SERIAL KILLER'S LUCK RAN OUT IN UNLIKELY PLACE

MURDER DOESN'T HAPPEN a lot in Washington County. But when it arrived in a big way early this year, two sheriff's detectives named Wilson and Sheets met it head on.

The 15-month streak of no murders in Washington County came to an abrupt end in the morning darkness of Jan 23.

A frenzied newspaper carrier called police from a local convenience store. There was a body in the middle of a residential road just off Exit 10 on Interstate 81, she said. Maybe it was a mannequin, the carrier added, but she wasn't about to stick around and find out.

Roused from his sleep, Detective Kenneth L. Wilson sped to the scene and was instantly struck by the brashness of the crime. The victim, a partially clad, middle-aged woman, had been strangled and dumped for all the world to see. Her right leg had been run over, and, from the bloodstained tread marks that led back to the interstate, it was obvious an 18-wheeler had been nearby.

Wilson's partner, Detective Ross Sheets, glanced at the corpse and recalled watching an ``Unsolved Mysteries'' show about an unknown truck driver suspected of strangling prostitutes in the Midwest and tossing their bodies on the road. The telltale clues seemed to match the scene: The woman's shoes were missing; so were her panties.

Across the Midwest, the killer was known to drive a black Peterbilt truck and to occasionally go by the CB handle ``Stargazer.'' For three months, Wilson and Sheets would devote their lives to a frantic search for the trucker. As they hunted, two more bodies were found on roadsides in Tennessee and North Carolina.

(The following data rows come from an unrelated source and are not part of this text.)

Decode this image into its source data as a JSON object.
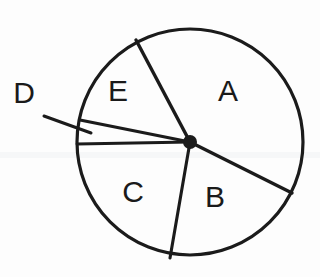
{
  "figure": {
    "background_color": "#fdfdfd",
    "stroke_color": "#1b1b1b",
    "label_color": "#1a1a1a",
    "circle": {
      "cx": 190,
      "cy": 142,
      "r": 113,
      "stroke_width": 3.2
    },
    "center_hub": {
      "cx": 190,
      "cy": 142,
      "r": 7,
      "color": "#1b1b1b"
    }
  },
  "chart_data": {
    "type": "pie",
    "categories": [
      "A",
      "B",
      "C",
      "D",
      "E"
    ],
    "values": [
      96,
      67,
      74,
      12,
      58
    ],
    "unit": "degrees",
    "xlabel": "",
    "ylabel": "",
    "legend": "none",
    "grid": false,
    "sectors": [
      {
        "name": "A",
        "start_angle_deg": 27,
        "end_angle_deg": 123,
        "sweep_deg": 96,
        "label_position": {
          "x": 228,
          "y": 91
        }
      },
      {
        "name": "B",
        "start_angle_deg": -25,
        "end_angle_deg": 27,
        "sweep_deg": 52,
        "label_position": {
          "x": 215,
          "y": 197
        }
      },
      {
        "name": "C",
        "start_angle_deg": -25,
        "end_angle_deg": -90,
        "sweep_deg": 103,
        "label_position": {
          "x": 133,
          "y": 192
        }
      },
      {
        "name": "D",
        "start_angle_deg": 169,
        "end_angle_deg": 180,
        "sweep_deg": 11,
        "label_position": {
          "x": 24,
          "y": 93
        }
      },
      {
        "name": "E",
        "start_angle_deg": 123,
        "end_angle_deg": 169,
        "sweep_deg": 46,
        "label_position": {
          "x": 118,
          "y": 91
        }
      }
    ],
    "radii": [
      {
        "name": "radius-e-a",
        "from": [
          190,
          142
        ],
        "to": [
          136,
          40
        ]
      },
      {
        "name": "radius-a-b",
        "from": [
          190,
          142
        ],
        "to": [
          292,
          193
        ]
      },
      {
        "name": "radius-b-c",
        "from": [
          190,
          142
        ],
        "to": [
          170,
          258
        ]
      },
      {
        "name": "radius-c-d",
        "from": [
          190,
          142
        ],
        "to": [
          77,
          144
        ]
      },
      {
        "name": "radius-d-e",
        "from": [
          190,
          142
        ],
        "to": [
          80,
          120
        ]
      }
    ],
    "leader_line": {
      "name": "leader-line-d",
      "from": [
        44,
        116
      ],
      "to": [
        91,
        133
      ]
    }
  },
  "labels": {
    "a": "A",
    "b": "B",
    "c": "C",
    "d": "D",
    "e": "E"
  }
}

At first glance, the two barrel-chested detectives seemed overmatched. Serial killings are hardly a specialty in this county, some 150 miles southwest of Roanoke, where one murder a year is about average. Wilson and Sheets tracked down a serial rapist back in the mid-1980s. But most of their work involved investigating small local crimes.

The two detectives would prevail, however, through a combination of old-fashioned gumshoe work and a bit of high-tech assistance from the FBI and the state crime laboratory in Roanoke. On April 13, they arrested Sean Patrick Goble, a 6-foot-3, 310-pound trucker from Asheboro, N.C. After a few minutes of questioning, police said Goble, 28, calmly began confessing.

Public defenders have since cut off interrogations. Wilson and Sheets say police from at least nine other states want to question Goble about roadside murders.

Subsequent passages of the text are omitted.